Another key difference in how projects are managed under IPD is the structured interaction of the IPMT and the PDT. The IPMT has primary decision-making and operational responsibility during the early phases of the project life cycle. During these phases the project is defined and validated, and the IPMT makes a conscious decision to proceed from planning to implementation. At that point, the PDT assumes primary responsibility for carrying out and managing the development activities. IPMT involvement continues through the checkpoint process and the IPMT's ongoing review of PDT efforts and progress.

Managing transition from development to the product life cycle is a critical point in the product development process. It is here that IPD provides a formal resumption of project management control by the IPMT, which ensures the viability of the product in the marketplace, as part of a product portfolio. The relationship between the life cycle and close-out phases is not clear-cut; for different products the transition will follow different processes, and the IPMT must ensure that transitions are clearly planned and proceed accordingly.

Six Major Issues

To enable the process changes and culture shifts that will support institutionalized project management, IBM has addressed six major issues:

  • How to encourage and provide support for individuals who become project managers. IBM established a career path that clearly defines who will assume project management responsibilities and where those individuals will be located within the corporation, as well as defining certification and education requirements.
  • How to ensure adherence to and support of project management throughout the corporation. IBM is addressing cultural and organizational implications with top IBM leadership, also ensuring that executives and managers understand and participate in the process with a consistent definition of their project management responsibilities.
  • How to ensure the incorporation of world-class project management capabilities into the product development process. IBM is enhancing the project management and IPD processes to fully define project management processes, roles, and practices so that there will be consistentcy in both theory and practice throughout the corporation.
  • How to enable the performance of project management processes and practices. IBM is developing guidance and providing access to project management tools so that project managers will acquire a consistent, tailored set of tools to support their efforts.
  • How to ensure that project managers have the skills and knowledge they require. IBM is providing an integrated, comprehensive program of long-term education and short-term training that focuses on the simultaneous goals of improving immediate project management performance and establishing a long-term project management capability across IBM.
  • How to provide ongoing support for project managers. IBM is establishing a Project Management Center of Competency to provide assistance to project managers, facilitate communication among project managers, and create a virtual project management community throughout IBM.

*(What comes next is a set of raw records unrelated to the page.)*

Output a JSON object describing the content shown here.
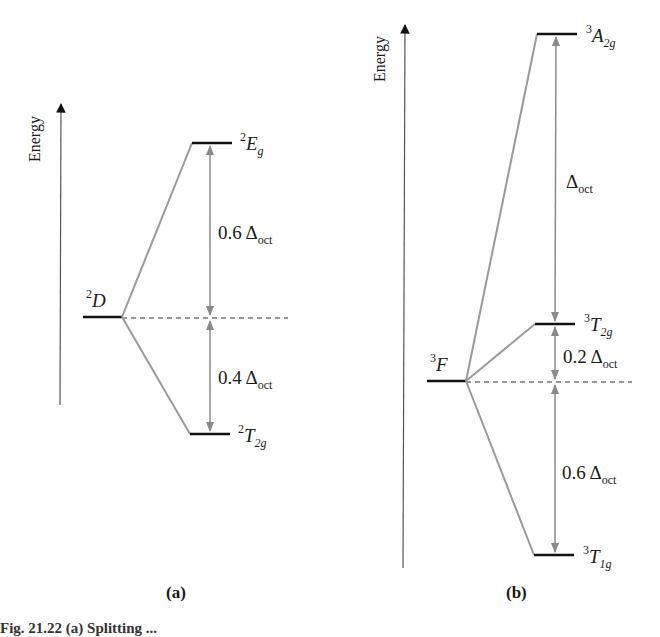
{
  "diagram": {
    "panels": [
      {
        "id": "a",
        "label": "(a)",
        "axis_label": "Energy",
        "parent_term": {
          "sup": "2",
          "letter": "D"
        },
        "levels": [
          {
            "sup": "2",
            "letter": "E",
            "sub": "g",
            "gap_label": "0.6 Δ",
            "gap_sub": "oct"
          },
          {
            "sup": "2",
            "letter": "T",
            "sub": "2g",
            "gap_label": "0.4 Δ",
            "gap_sub": "oct"
          }
        ]
      },
      {
        "id": "b",
        "label": "(b)",
        "axis_label": "Energy",
        "parent_term": {
          "sup": "3",
          "letter": "F"
        },
        "levels": [
          {
            "sup": "3",
            "letter": "A",
            "sub": "2g",
            "gap_label": "Δ",
            "gap_sub": "oct"
          },
          {
            "sup": "3",
            "letter": "T",
            "sub": "2g",
            "gap_label": "0.2 Δ",
            "gap_sub": "oct"
          },
          {
            "sup": "3",
            "letter": "T",
            "sub": "1g",
            "gap_label": "0.6 Δ",
            "gap_sub": "oct"
          }
        ]
      }
    ],
    "caption": "Fig. 21.22 (a) Splitting ..."
  },
  "colors": {
    "level": "#111111",
    "connector": "#9a9a9a",
    "arrow": "#8a8a8a",
    "axis": "#555555"
  }
}
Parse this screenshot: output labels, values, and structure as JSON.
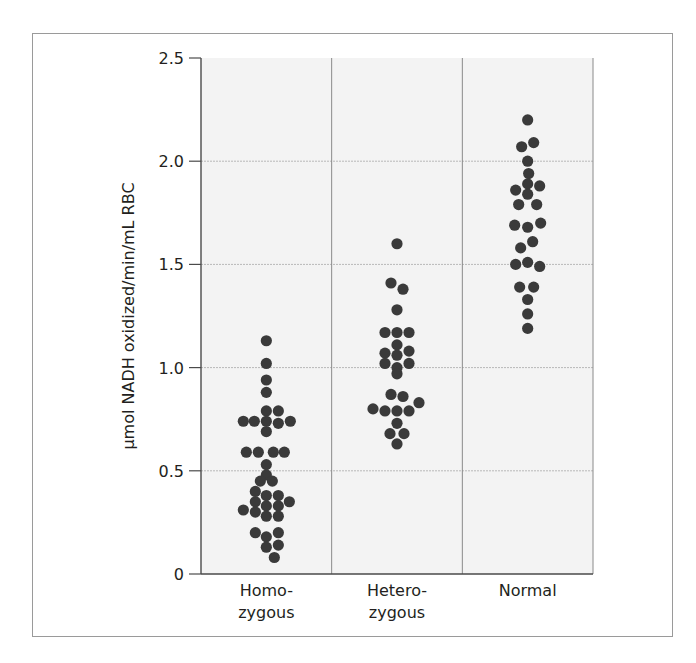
{
  "chart_data": {
    "type": "scatter",
    "subtype": "dot-plot (beeswarm)",
    "title": "",
    "xlabel": "",
    "ylabel": "µmol NADH oxidized/min/mL RBC",
    "ylim": [
      0,
      2.5
    ],
    "yticks": [
      0,
      0.5,
      1.0,
      1.5,
      2.0,
      2.5
    ],
    "ytick_labels": [
      "0",
      "0.5",
      "1.0",
      "1.5",
      "2.0",
      "2.5"
    ],
    "grid": {
      "horizontal": true,
      "style": "dotted",
      "vertical_dividers": true
    },
    "legend": null,
    "categories": [
      "Homo-\nzygous",
      "Hetero-\nzygous",
      "Normal"
    ],
    "category_lines": [
      [
        "Homo-",
        "zygous"
      ],
      [
        "Hetero-",
        "zygous"
      ],
      [
        "Normal"
      ]
    ],
    "colors": {
      "dot": "#3a3a3a",
      "plot_bg": "#f3f3f3",
      "grid": "#b8b8b8",
      "axis": "#4a4a4a",
      "frame": "#9a9a9a"
    },
    "series": [
      {
        "name": "Homozygous",
        "n": 37,
        "points": [
          {
            "y": 1.13,
            "dx": 0
          },
          {
            "y": 1.02,
            "dx": 0
          },
          {
            "y": 0.94,
            "dx": 0
          },
          {
            "y": 0.88,
            "dx": 0
          },
          {
            "y": 0.79,
            "dx": 0
          },
          {
            "y": 0.79,
            "dx": 12
          },
          {
            "y": 0.74,
            "dx": -23
          },
          {
            "y": 0.74,
            "dx": -12
          },
          {
            "y": 0.74,
            "dx": 0
          },
          {
            "y": 0.73,
            "dx": 12
          },
          {
            "y": 0.74,
            "dx": 24
          },
          {
            "y": 0.69,
            "dx": 0
          },
          {
            "y": 0.59,
            "dx": -20
          },
          {
            "y": 0.59,
            "dx": -8
          },
          {
            "y": 0.59,
            "dx": 7
          },
          {
            "y": 0.59,
            "dx": 18
          },
          {
            "y": 0.53,
            "dx": 0
          },
          {
            "y": 0.48,
            "dx": 0
          },
          {
            "y": 0.45,
            "dx": -6
          },
          {
            "y": 0.45,
            "dx": 6
          },
          {
            "y": 0.4,
            "dx": -11
          },
          {
            "y": 0.38,
            "dx": 0
          },
          {
            "y": 0.38,
            "dx": 12
          },
          {
            "y": 0.35,
            "dx": -11
          },
          {
            "y": 0.33,
            "dx": 0
          },
          {
            "y": 0.33,
            "dx": 12
          },
          {
            "y": 0.35,
            "dx": 23
          },
          {
            "y": 0.31,
            "dx": -23
          },
          {
            "y": 0.3,
            "dx": -11
          },
          {
            "y": 0.28,
            "dx": 0
          },
          {
            "y": 0.28,
            "dx": 12
          },
          {
            "y": 0.2,
            "dx": -11
          },
          {
            "y": 0.18,
            "dx": 0
          },
          {
            "y": 0.2,
            "dx": 12
          },
          {
            "y": 0.13,
            "dx": 0
          },
          {
            "y": 0.14,
            "dx": 12
          },
          {
            "y": 0.08,
            "dx": 8
          }
        ]
      },
      {
        "name": "Heterozygous",
        "n": 26,
        "points": [
          {
            "y": 1.6,
            "dx": 0
          },
          {
            "y": 1.41,
            "dx": -6
          },
          {
            "y": 1.38,
            "dx": 6
          },
          {
            "y": 1.28,
            "dx": 0
          },
          {
            "y": 1.17,
            "dx": -12
          },
          {
            "y": 1.17,
            "dx": 0
          },
          {
            "y": 1.17,
            "dx": 12
          },
          {
            "y": 1.11,
            "dx": 0
          },
          {
            "y": 1.07,
            "dx": -12
          },
          {
            "y": 1.06,
            "dx": 0
          },
          {
            "y": 1.08,
            "dx": 12
          },
          {
            "y": 1.02,
            "dx": -12
          },
          {
            "y": 1.02,
            "dx": 12
          },
          {
            "y": 1.0,
            "dx": 0
          },
          {
            "y": 0.97,
            "dx": 0
          },
          {
            "y": 0.87,
            "dx": -6
          },
          {
            "y": 0.86,
            "dx": 6
          },
          {
            "y": 0.83,
            "dx": 22
          },
          {
            "y": 0.8,
            "dx": -24
          },
          {
            "y": 0.79,
            "dx": -12
          },
          {
            "y": 0.79,
            "dx": 0
          },
          {
            "y": 0.79,
            "dx": 12
          },
          {
            "y": 0.73,
            "dx": 0
          },
          {
            "y": 0.68,
            "dx": -7
          },
          {
            "y": 0.68,
            "dx": 7
          },
          {
            "y": 0.63,
            "dx": 0
          }
        ]
      },
      {
        "name": "Normal",
        "n": 24,
        "points": [
          {
            "y": 2.2,
            "dx": 0
          },
          {
            "y": 2.07,
            "dx": -6
          },
          {
            "y": 2.09,
            "dx": 6
          },
          {
            "y": 2.0,
            "dx": 0
          },
          {
            "y": 1.94,
            "dx": 1
          },
          {
            "y": 1.89,
            "dx": 0
          },
          {
            "y": 1.88,
            "dx": 12
          },
          {
            "y": 1.86,
            "dx": -12
          },
          {
            "y": 1.84,
            "dx": 0
          },
          {
            "y": 1.79,
            "dx": -9
          },
          {
            "y": 1.79,
            "dx": 9
          },
          {
            "y": 1.69,
            "dx": -13
          },
          {
            "y": 1.68,
            "dx": 0
          },
          {
            "y": 1.7,
            "dx": 13
          },
          {
            "y": 1.58,
            "dx": -7
          },
          {
            "y": 1.61,
            "dx": 5
          },
          {
            "y": 1.5,
            "dx": -12
          },
          {
            "y": 1.51,
            "dx": 0
          },
          {
            "y": 1.49,
            "dx": 12
          },
          {
            "y": 1.39,
            "dx": -8
          },
          {
            "y": 1.39,
            "dx": 6
          },
          {
            "y": 1.33,
            "dx": 0
          },
          {
            "y": 1.26,
            "dx": 0
          },
          {
            "y": 1.19,
            "dx": 0
          }
        ]
      }
    ]
  }
}
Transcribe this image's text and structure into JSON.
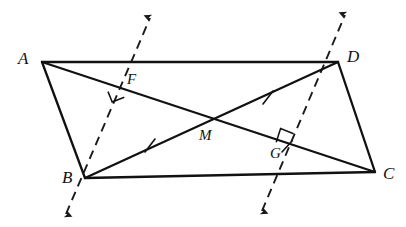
{
  "figure": {
    "shape_name": "parallelogram",
    "stroke_color": "#111111",
    "background_color": "#ffffff",
    "dash_color": "#222222",
    "canvas": {
      "width": 406,
      "height": 227
    }
  },
  "labels": {
    "A": "A",
    "B": "B",
    "C": "C",
    "D": "D",
    "M": "M",
    "F": "F",
    "G": "G"
  },
  "points": {
    "A": {
      "x": 42,
      "y": 62,
      "label": "A",
      "label_x": 18,
      "label_y": 52
    },
    "B": {
      "x": 85,
      "y": 178,
      "label": "B",
      "label_x": 62,
      "label_y": 172
    },
    "C": {
      "x": 375,
      "y": 172,
      "label": "C",
      "label_x": 383,
      "label_y": 168
    },
    "D": {
      "x": 338,
      "y": 62,
      "label": "D",
      "label_x": 347,
      "label_y": 50
    },
    "M": {
      "x": 208,
      "y": 122,
      "label": "M",
      "label_x": 200,
      "label_y": 131
    },
    "F": {
      "x": 120,
      "y": 88,
      "label": "F",
      "label_x": 127,
      "label_y": 74
    },
    "G": {
      "x": 288,
      "y": 148,
      "label": "G",
      "label_x": 272,
      "label_y": 150
    }
  },
  "solid_segments": [
    {
      "name": "side-AD",
      "from": "A",
      "to": "D"
    },
    {
      "name": "side-BC",
      "from": "B",
      "to": "C"
    },
    {
      "name": "side-AB",
      "from": "A",
      "to": "B"
    },
    {
      "name": "side-DC",
      "from": "D",
      "to": "C"
    },
    {
      "name": "diagonal-AC",
      "from": "A",
      "to": "C"
    },
    {
      "name": "diagonal-BD",
      "from": "B",
      "to": "D"
    }
  ],
  "dashed_lines": [
    {
      "name": "perpendicular-through-B",
      "through_points": [
        "B",
        "F"
      ],
      "x1": 66,
      "y1": 214,
      "x2": 150,
      "y2": 18,
      "arrow_start": true,
      "arrow_end": true
    },
    {
      "name": "perpendicular-through-D",
      "through_points": [
        "D",
        "G"
      ],
      "x1": 262,
      "y1": 211,
      "x2": 345,
      "y2": 15,
      "arrow_start": true,
      "arrow_end": true
    }
  ],
  "right_angle_marks": [
    {
      "name": "right-angle-at-F",
      "at": "F",
      "size": 13,
      "side": "below-left"
    },
    {
      "name": "right-angle-at-G",
      "at": "G",
      "size": 13,
      "side": "above-left"
    }
  ],
  "tick_marks": [
    {
      "name": "tick-BM",
      "on": "diagonal-BD",
      "x": 150,
      "y": 145,
      "count": 1
    },
    {
      "name": "tick-MD",
      "on": "diagonal-BD",
      "x": 268,
      "y": 97,
      "count": 1
    },
    {
      "name": "tick-BF",
      "on": "perpendicular-through-B",
      "x": 268,
      "y": 148,
      "count": 1
    }
  ]
}
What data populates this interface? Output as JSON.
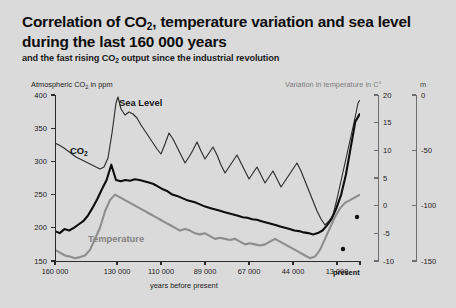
{
  "header": {
    "title_line1": "Correlation of CO",
    "title_line1_sub": "2",
    "title_line1_rest": ", temperature variation and sea level",
    "title_line2": "during the last 160 000 years",
    "subtitle_pre": "and the fast rising CO",
    "subtitle_sub": "2",
    "subtitle_post": " output since the industrial revolution"
  },
  "captions": {
    "left_axis_pre": "Atmospheric CO",
    "left_axis_sub": "2",
    "left_axis_post": " in ppm",
    "temp_axis": "Variation in temperature in C°",
    "sea_axis": "m",
    "xaxis_title": "years before present",
    "present": "present"
  },
  "series_labels": {
    "sea_level": "Sea Level",
    "co2_pre": "CO",
    "co2_sub": "2",
    "temperature": "Temperature"
  },
  "colors": {
    "background": "#dadada",
    "co2": "#0d0d0d",
    "sea_level": "#2e2e2e",
    "temperature": "#8d8d8d",
    "axis": "#2b2b2b",
    "right_axis": "#6e6e6e"
  },
  "chart_data": {
    "type": "line",
    "title": "Correlation of CO2, temperature variation and sea level during the last 160 000 years",
    "subtitle": "and the fast rising CO2 output since the industrial revolution",
    "xlabel": "years before present",
    "grid": false,
    "legend": "inline-labels",
    "x_axis": {
      "tick_labels": [
        "160 000",
        "130 000",
        "110 000",
        "89 000",
        "67 000",
        "44 000",
        "13 000",
        "present"
      ],
      "tick_values": [
        160000,
        130000,
        110000,
        89000,
        67000,
        44000,
        13000,
        0
      ],
      "tick_positions_px": [
        0,
        62,
        106,
        150,
        194,
        238,
        282,
        305
      ],
      "direction": "oldest-left-to-present-right"
    },
    "y_axes": [
      {
        "name": "Atmospheric CO2 in ppm",
        "side": "left",
        "ticks": [
          150,
          200,
          250,
          300,
          350,
          400
        ],
        "range": [
          150,
          400
        ],
        "unit": "ppm",
        "series": "co2"
      },
      {
        "name": "Variation in temperature in C°",
        "side": "right-inner",
        "ticks": [
          -10,
          -5,
          0,
          5,
          10,
          15,
          20
        ],
        "range": [
          -10,
          20
        ],
        "unit": "C°",
        "series": "temperature"
      },
      {
        "name": "m",
        "side": "right-outer",
        "ticks": [
          0,
          -50,
          -100,
          -150
        ],
        "range": [
          -150,
          0
        ],
        "unit": "m",
        "series": "sea_level"
      }
    ],
    "series": [
      {
        "name": "Sea Level",
        "axis": "m",
        "color": "#2e2e2e",
        "style": "thin",
        "note": "plotted on right-outer axis, 0 m at top to -150 m at bottom; high early, steep rise at far right",
        "points_px": [
          [
            0,
            48
          ],
          [
            4,
            50
          ],
          [
            9,
            53
          ],
          [
            13,
            56
          ],
          [
            17,
            59
          ],
          [
            21,
            62
          ],
          [
            25,
            64
          ],
          [
            29,
            66
          ],
          [
            33,
            68
          ],
          [
            37,
            70
          ],
          [
            41,
            72
          ],
          [
            45,
            74
          ],
          [
            49,
            72
          ],
          [
            53,
            63
          ],
          [
            57,
            38
          ],
          [
            61,
            8
          ],
          [
            63,
            2
          ],
          [
            66,
            14
          ],
          [
            70,
            20
          ],
          [
            74,
            17
          ],
          [
            78,
            19
          ],
          [
            82,
            23
          ],
          [
            86,
            30
          ],
          [
            90,
            36
          ],
          [
            94,
            42
          ],
          [
            98,
            48
          ],
          [
            102,
            54
          ],
          [
            106,
            59
          ],
          [
            110,
            49
          ],
          [
            114,
            38
          ],
          [
            118,
            44
          ],
          [
            122,
            52
          ],
          [
            126,
            60
          ],
          [
            130,
            68
          ],
          [
            134,
            62
          ],
          [
            138,
            55
          ],
          [
            142,
            47
          ],
          [
            146,
            56
          ],
          [
            150,
            64
          ],
          [
            154,
            58
          ],
          [
            158,
            52
          ],
          [
            162,
            60
          ],
          [
            166,
            70
          ],
          [
            170,
            78
          ],
          [
            174,
            72
          ],
          [
            178,
            66
          ],
          [
            182,
            60
          ],
          [
            186,
            68
          ],
          [
            190,
            76
          ],
          [
            194,
            84
          ],
          [
            198,
            78
          ],
          [
            202,
            72
          ],
          [
            206,
            80
          ],
          [
            210,
            88
          ],
          [
            214,
            82
          ],
          [
            218,
            76
          ],
          [
            222,
            84
          ],
          [
            226,
            92
          ],
          [
            230,
            86
          ],
          [
            234,
            80
          ],
          [
            238,
            74
          ],
          [
            242,
            68
          ],
          [
            246,
            76
          ],
          [
            250,
            86
          ],
          [
            254,
            96
          ],
          [
            258,
            106
          ],
          [
            262,
            116
          ],
          [
            266,
            124
          ],
          [
            270,
            130
          ],
          [
            274,
            126
          ],
          [
            278,
            120
          ],
          [
            282,
            104
          ],
          [
            286,
            86
          ],
          [
            290,
            68
          ],
          [
            294,
            50
          ],
          [
            298,
            32
          ],
          [
            301,
            18
          ],
          [
            303,
            8
          ],
          [
            305,
            5
          ],
          [
            305,
            5
          ]
        ]
      },
      {
        "name": "CO2",
        "axis": "ppm",
        "color": "#0d0d0d",
        "style": "thick",
        "note": "150-400 ppm left axis; ~195 ppm at 160 ka, ~295 ppm peak at 130 ka, ~190-200 ppm glacial, rises sharply to ~370 ppm present",
        "values_ppm_approx": [
          195,
          192,
          198,
          196,
          200,
          205,
          210,
          218,
          230,
          243,
          258,
          272,
          295,
          272,
          270,
          272,
          271,
          273,
          272,
          270,
          268,
          266,
          262,
          258,
          255,
          250,
          248,
          245,
          242,
          240,
          238,
          235,
          232,
          230,
          228,
          226,
          224,
          222,
          220,
          218,
          216,
          215,
          213,
          212,
          210,
          208,
          206,
          204,
          202,
          200,
          198,
          196,
          195,
          193,
          192,
          190,
          192,
          196,
          204,
          214,
          230,
          250,
          280,
          320,
          360,
          372
        ],
        "markers_px": [
          [
            288,
            154
          ],
          [
            302,
            122
          ]
        ]
      },
      {
        "name": "Temperature",
        "axis": "C°",
        "color": "#8d8d8d",
        "style": "thick",
        "note": "variation in C degrees, roughly -9 at glacial maxima to ~+2 at interglacials and present",
        "values_c_approx": [
          -8,
          -8.5,
          -9,
          -9.2,
          -9.5,
          -9.3,
          -9,
          -8,
          -6,
          -4,
          -1,
          1,
          2,
          1.5,
          1,
          0.5,
          0,
          -0.5,
          -1,
          -1.5,
          -2,
          -2.5,
          -3,
          -3.5,
          -4,
          -4.5,
          -4.2,
          -4.5,
          -5,
          -5.2,
          -5,
          -5.5,
          -6,
          -5.8,
          -6,
          -6.2,
          -6,
          -6.5,
          -7,
          -6.8,
          -7,
          -7.2,
          -7,
          -6.5,
          -6,
          -6.5,
          -7,
          -7.5,
          -8,
          -8.5,
          -9,
          -9.5,
          -9.2,
          -8,
          -6,
          -4,
          -2,
          -0.5,
          0.5,
          1,
          1.5,
          2
        ]
      }
    ]
  }
}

Through attention to all aspects of implementation, IBM is instilling project management as a core discipline of its product development processes. The focus on executive support, process development and institutionalization, and project manager education and enabling is allowing IBM to build an embedded base of project management capability that will transcend short-term fads and trends, and truly change the corporate development culture. ■

Carol L. Wright, PMP, in a project manager with IBM in Boca Raton, Fla. She is currently leading the team responsible for improving project management skills and institutionalizing the project management approach to development within IBM.

Nicholas R. Schacht, PMP, is vice president for consulting services at Educational Services Institute (ESI), of Arlington, Va. He and his staff integrate education, process, practices, and tools to meet their customers' project management-related needs.